Three Wharton alumnae were ranked in Forbes’ latest list of the 100 most powerful women in the world (from right to left): Safra Ada Catz, W’83, L’86; Ruth Porat, WG’87; and Dr. Risa Lavizzo-Mourey, WG’86, HON’10.
Ranked No. 40, Catz is president and chief financial officer of software company Oracle. She has been with the Redwood Shores, CA-based firm since 1999 and has served on its board of directors since 2001.
With her background in international business leadership, Catz was appointed a nonexecutive director at banking firm HSBC in 2008.
Porat is CFO of Morgan Stanley. Ranking her at No. 90, Forbes describes Porat as the “most senior woman on Wall Street,” a position she has attained after a long tenure at the bank.
She started there in 1987 and has held such roles as vice chair of investment banking and global head of its financial institutions group.
During the financial crisis, she advised the U.S. Treasury regarding mortgage giants Freddie Mae and Freddie Mac and the Federal Reserve Bank of New York regarding troubled insurer AIG.
In addition to her Wharton MBA, Porat holds a master’s from the London School of Economics and a bachelor’s degree from Stanford University.
When Lavizzo-Mourey attended Wharton, she was a Robert Wood Johnson Foundation scholar.
She has since become the first female president and CEO of the Princeton, NJ-based organization, the largest health-centric philanthropic foundation in the United States.
No. 95 on the Forbes list, Lavizzo-Mourey oversees a $10 billion endowment and more than $400 million in distributions.
She earned her medical degree at Harvard University.
Forbes rankings are based on three metrics: “dollars, a traditional and social media component, and power base points,” according to the publication.
Also on the list were three other graduates of the University of Pennsylvania: Helene Gayle, M’81, CEO of Care USA (No. 36); Judith Rodin, CW’66, HON’04, president of the Rockefeller Foundation (No. 71); and Drew Gilpin Faust, G’71, GR’75, HON’08, president of Harvard (No. 83).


Required action >>
Write out each record below exactly, without pictures.

Stored data entries
━━━━

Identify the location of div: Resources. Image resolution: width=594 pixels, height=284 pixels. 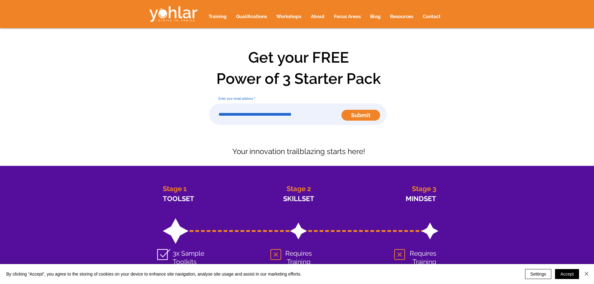
(402, 17).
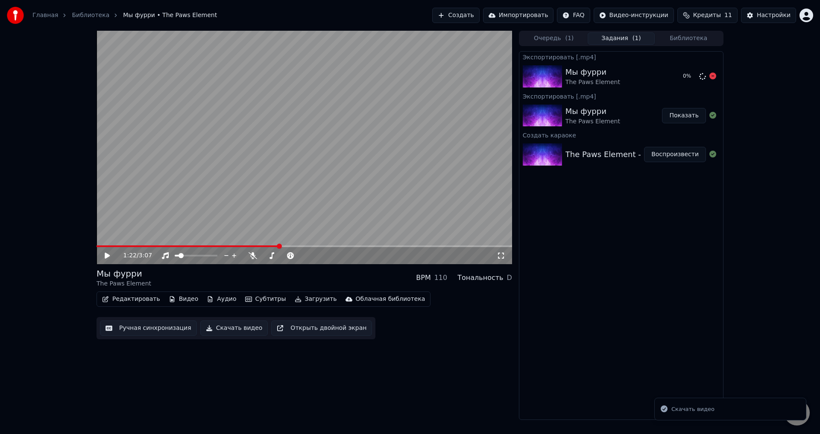 Image resolution: width=820 pixels, height=434 pixels. What do you see at coordinates (145, 256) in the screenshot?
I see `span: 3:07` at bounding box center [145, 256].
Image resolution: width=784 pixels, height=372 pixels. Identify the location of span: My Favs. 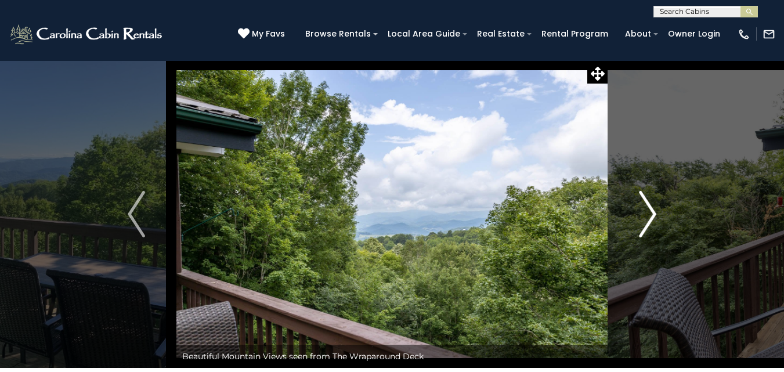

━━━━

Solution below >>
Identify the location of div: Resources. Image resolution: width=594 pixels, height=284 pixels. 
(402, 17).
 Image resolution: width=820 pixels, height=434 pixels. What do you see at coordinates (145, 256) in the screenshot?
I see `span: 3:07` at bounding box center [145, 256].
Image resolution: width=784 pixels, height=372 pixels. Identify the location of span: My Favs. 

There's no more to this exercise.